First Word: 11/08

Risk vs. Cost: Irrationality Rules

To the sheltered masses, the words “safety” and “skydiving” might not seem to belong in the same sentence, but skydivers are the ultimate self-preservationists. You dont get to try it again if you get the first jump wrong. (Please spare me the utterly original clever comment involving perfectly good airplanes.)

There are a handful of technological aids that help in trimming the risk, such as audible altimeters and a gadget generically known as an automatic deployment

288

device. All it does is deploy your reserve parachute for you if you forget to do it yourself, youre injured or otherwise incapacitated. These devices cost about $1200 and I have always used one in my skydiving, while a friend of mine never has. He says its irrational to spend that much money to mitigate a tiny slice of risk. Hes right. Heres why.

The big number crunch reveals that in a given year, very few skydivers are incapacitated to the point that they cant deploy their own parachutes. Its a rarity. Further, gadgets like these always introduce the risk of working when you dont want them to-say youre standing in the door of the airplane or someone is immediately above you in freefall. The last thing you want is to stuff a bunch of nylon into someones face.

Where Im going with this is that theres a direct corollary with the 406 MHz ELTs were reporting on in this issue and to ELTs in general. Same logic. For the 406 ELTs, youll be paying at least $1000 and possibly quite a bit more. (Its not at all clear that paying more increases your odds of survival in any measurable way.)

And what risk are you mitigating? Primarily the one associated with crashing in some remote area where no one could otherwise find you without the ELT. To be sure, this happens and a few times a year, an ELT proves determinative in the survival outcome. But “a few times” is that small slice of risk thats directly parallel to the skydiver paying more than a grand to cover that rare eventuality in which he (or she) becomes too incapacitated to deploy a parachute manually.

288

What Im describing is what I have sometimes called between-the-ears comfort or, if you wish, perceived safety. No argument that both of these devices improve the likelihood of survival in certain, but certainly not all, circumstances. The overall odds of surviving without one may not be measurably different than not having one.

This is not an argument against safety devices in general or ELTs specifically. Personally, just as I use a deployment device in skydiving, Id go for the ELT for the airplane, too. The argument that you never have too much safety gear gets into the motherhood and lapel flag pin arena where rationality is overtaken by emotionalism. But, as it always does, money enters into the equation. As flying becomes ever more expensive and many of us are now doing less of it, Id be the last guy to say you have to have a 406 ELT no matter what it costs. While its true youd probably pay a years salary for it after the crash, its also true that if you put a sharp pencil on the analysis before the crash, the risk/value relationship is not so utterly clear cut.

So if youre on the fence about a new 406 ELT and worrying that youre being recklessly irrational in not buying one, youre not. Any safety-related device entails a calculated risk. And you can do the calculations any way you like.

-Paul Bertorelli

Paul Bertorelli is Aviation Consumer’s Editor at Large. In addition to his valued contributions to Aviation Consumer, his in-depth video productions on sister publication AVweb cover a wide variety of topics that greatly contribute to safety, operation and aircraft ownership. When Paul isn’t writing or filming, he’s out flying his J3 Cub.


Problem details → Your task is to give the records again exactly. Leave each picture out.

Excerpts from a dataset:
———
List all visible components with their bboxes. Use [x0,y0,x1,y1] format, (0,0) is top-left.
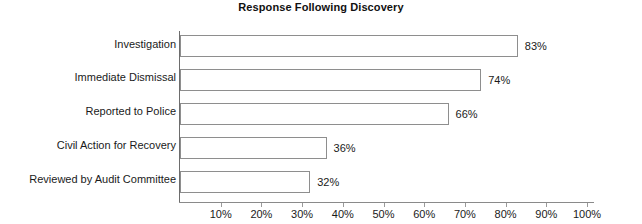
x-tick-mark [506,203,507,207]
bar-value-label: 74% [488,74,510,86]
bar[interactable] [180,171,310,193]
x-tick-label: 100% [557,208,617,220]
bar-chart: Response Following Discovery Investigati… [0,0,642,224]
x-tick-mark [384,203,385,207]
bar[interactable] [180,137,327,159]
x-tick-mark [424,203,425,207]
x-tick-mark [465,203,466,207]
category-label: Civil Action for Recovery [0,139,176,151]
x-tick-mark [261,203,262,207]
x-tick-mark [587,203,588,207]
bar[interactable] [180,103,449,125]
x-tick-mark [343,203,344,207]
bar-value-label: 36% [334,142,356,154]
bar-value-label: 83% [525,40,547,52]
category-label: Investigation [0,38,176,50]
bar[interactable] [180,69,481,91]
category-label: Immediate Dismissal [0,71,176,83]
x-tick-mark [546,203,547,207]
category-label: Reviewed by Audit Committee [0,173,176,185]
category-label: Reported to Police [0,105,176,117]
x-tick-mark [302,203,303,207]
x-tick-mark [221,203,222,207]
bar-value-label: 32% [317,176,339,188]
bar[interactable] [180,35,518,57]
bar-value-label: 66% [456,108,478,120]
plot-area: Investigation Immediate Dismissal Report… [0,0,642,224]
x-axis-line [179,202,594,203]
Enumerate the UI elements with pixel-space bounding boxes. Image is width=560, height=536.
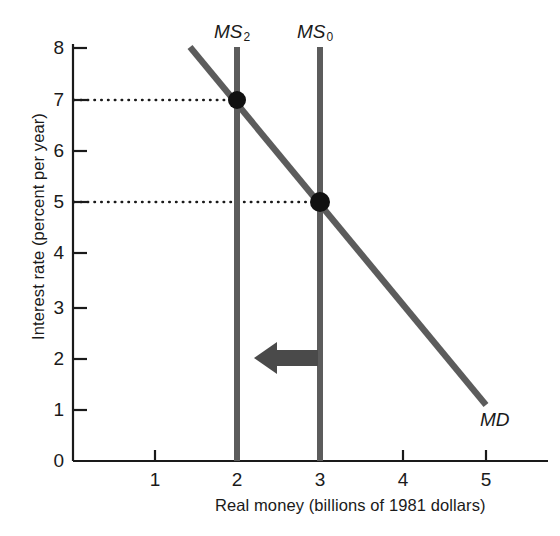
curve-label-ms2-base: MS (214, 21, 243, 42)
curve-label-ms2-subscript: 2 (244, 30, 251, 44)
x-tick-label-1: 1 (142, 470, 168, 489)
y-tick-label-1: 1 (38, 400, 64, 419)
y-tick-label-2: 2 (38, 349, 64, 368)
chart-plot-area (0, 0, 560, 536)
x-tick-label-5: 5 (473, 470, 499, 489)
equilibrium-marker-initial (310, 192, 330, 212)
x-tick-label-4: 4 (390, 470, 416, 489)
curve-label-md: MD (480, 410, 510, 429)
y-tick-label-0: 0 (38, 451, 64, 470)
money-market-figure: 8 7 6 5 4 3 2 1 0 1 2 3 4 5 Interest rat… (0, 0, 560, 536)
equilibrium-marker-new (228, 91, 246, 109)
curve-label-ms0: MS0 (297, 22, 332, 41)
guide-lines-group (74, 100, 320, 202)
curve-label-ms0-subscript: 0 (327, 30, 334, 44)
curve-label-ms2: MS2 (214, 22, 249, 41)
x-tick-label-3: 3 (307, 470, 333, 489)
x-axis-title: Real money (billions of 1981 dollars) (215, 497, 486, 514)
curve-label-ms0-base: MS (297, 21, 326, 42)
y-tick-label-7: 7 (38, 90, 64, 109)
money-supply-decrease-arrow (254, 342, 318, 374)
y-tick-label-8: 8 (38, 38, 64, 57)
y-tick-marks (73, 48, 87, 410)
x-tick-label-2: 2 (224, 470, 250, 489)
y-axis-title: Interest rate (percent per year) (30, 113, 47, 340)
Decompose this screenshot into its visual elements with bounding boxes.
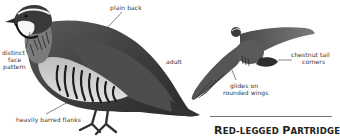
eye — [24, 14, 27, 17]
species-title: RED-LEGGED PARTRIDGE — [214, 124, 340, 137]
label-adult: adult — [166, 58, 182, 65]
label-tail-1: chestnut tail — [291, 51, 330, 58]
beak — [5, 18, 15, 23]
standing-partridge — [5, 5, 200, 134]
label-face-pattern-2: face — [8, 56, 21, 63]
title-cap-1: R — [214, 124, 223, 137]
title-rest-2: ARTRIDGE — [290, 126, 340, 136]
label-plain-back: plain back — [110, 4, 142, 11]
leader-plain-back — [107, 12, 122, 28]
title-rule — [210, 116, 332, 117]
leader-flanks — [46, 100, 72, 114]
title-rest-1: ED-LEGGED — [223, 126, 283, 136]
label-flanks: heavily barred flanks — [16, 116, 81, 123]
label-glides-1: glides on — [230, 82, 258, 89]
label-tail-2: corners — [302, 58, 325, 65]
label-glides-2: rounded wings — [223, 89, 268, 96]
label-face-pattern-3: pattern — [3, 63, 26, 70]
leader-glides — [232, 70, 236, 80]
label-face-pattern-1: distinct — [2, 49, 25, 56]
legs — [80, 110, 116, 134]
———
Response →
List all visible components with their bboxes. Use [x0,y0,x1,y1] format, (0,0) is top-left.
x-tick-mark [506,203,507,207]
bar-value-label: 74% [488,74,510,86]
bar[interactable] [180,171,310,193]
x-tick-label: 100% [557,208,617,220]
bar-chart: Response Following Discovery Investigati… [0,0,642,224]
x-tick-mark [384,203,385,207]
bar[interactable] [180,137,327,159]
x-tick-mark [424,203,425,207]
x-tick-mark [465,203,466,207]
category-label: Civil Action for Recovery [0,139,176,151]
x-tick-mark [261,203,262,207]
x-tick-mark [587,203,588,207]
bar[interactable] [180,103,449,125]
x-tick-mark [343,203,344,207]
bar-value-label: 36% [334,142,356,154]
bar-value-label: 83% [525,40,547,52]
category-label: Investigation [0,38,176,50]
bar[interactable] [180,69,481,91]
category-label: Immediate Dismissal [0,71,176,83]
x-tick-mark [546,203,547,207]
category-label: Reviewed by Audit Committee [0,173,176,185]
category-label: Reported to Police [0,105,176,117]
x-tick-mark [302,203,303,207]
x-tick-mark [221,203,222,207]
bar-value-label: 32% [317,176,339,188]
bar[interactable] [180,35,518,57]
bar-value-label: 66% [456,108,478,120]
plot-area: Investigation Immediate Dismissal Report… [0,0,642,224]
x-axis-line [179,202,594,203]
Enumerate the UI elements with pixel-space bounding boxes. Image is width=560, height=536.
curve-label-ms2-base: MS (214, 21, 243, 42)
curve-label-ms2-subscript: 2 (244, 30, 251, 44)
x-tick-label-1: 1 (142, 470, 168, 489)
y-tick-label-1: 1 (38, 400, 64, 419)
y-tick-label-2: 2 (38, 349, 64, 368)
chart-plot-area (0, 0, 560, 536)
x-tick-label-5: 5 (473, 470, 499, 489)
equilibrium-marker-initial (310, 192, 330, 212)
x-tick-label-4: 4 (390, 470, 416, 489)
curve-label-md: MD (480, 410, 510, 429)
y-tick-label-0: 0 (38, 451, 64, 470)
money-market-figure: 8 7 6 5 4 3 2 1 0 1 2 3 4 5 Interest rat… (0, 0, 560, 536)
equilibrium-marker-new (228, 91, 246, 109)
curve-label-ms0: MS0 (297, 22, 332, 41)
guide-lines-group (74, 100, 320, 202)
curve-label-ms0-subscript: 0 (327, 30, 334, 44)
curve-label-ms2: MS2 (214, 22, 249, 41)
x-tick-label-3: 3 (307, 470, 333, 489)
x-axis-title: Real money (billions of 1981 dollars) (215, 497, 486, 514)
curve-label-ms0-base: MS (297, 21, 326, 42)
y-tick-label-7: 7 (38, 90, 64, 109)
money-supply-decrease-arrow (254, 342, 318, 374)
y-tick-label-8: 8 (38, 38, 64, 57)
y-tick-marks (73, 48, 87, 410)
x-tick-label-2: 2 (224, 470, 250, 489)
y-axis-title: Interest rate (percent per year) (30, 113, 47, 340)
Decompose this screenshot into its visual elements with bounding boxes.
eye — [24, 14, 27, 17]
species-title: RED-LEGGED PARTRIDGE — [214, 124, 340, 137]
label-adult: adult — [166, 58, 182, 65]
label-tail-1: chestnut tail — [291, 51, 330, 58]
beak — [5, 18, 15, 23]
standing-partridge — [5, 5, 200, 134]
label-face-pattern-2: face — [8, 56, 21, 63]
title-cap-1: R — [214, 124, 223, 137]
title-rest-2: ARTRIDGE — [290, 126, 340, 136]
label-plain-back: plain back — [110, 4, 142, 11]
leader-plain-back — [107, 12, 122, 28]
title-rule — [210, 116, 332, 117]
leader-flanks — [46, 100, 72, 114]
title-rest-1: ED-LEGGED — [223, 126, 283, 136]
label-flanks: heavily barred flanks — [16, 116, 81, 123]
label-glides-1: glides on — [230, 82, 258, 89]
label-tail-2: corners — [302, 58, 325, 65]
label-glides-2: rounded wings — [223, 89, 268, 96]
label-face-pattern-3: pattern — [3, 63, 26, 70]
leader-glides — [232, 70, 236, 80]
label-face-pattern-1: distinct — [2, 49, 25, 56]
legs — [80, 110, 116, 134]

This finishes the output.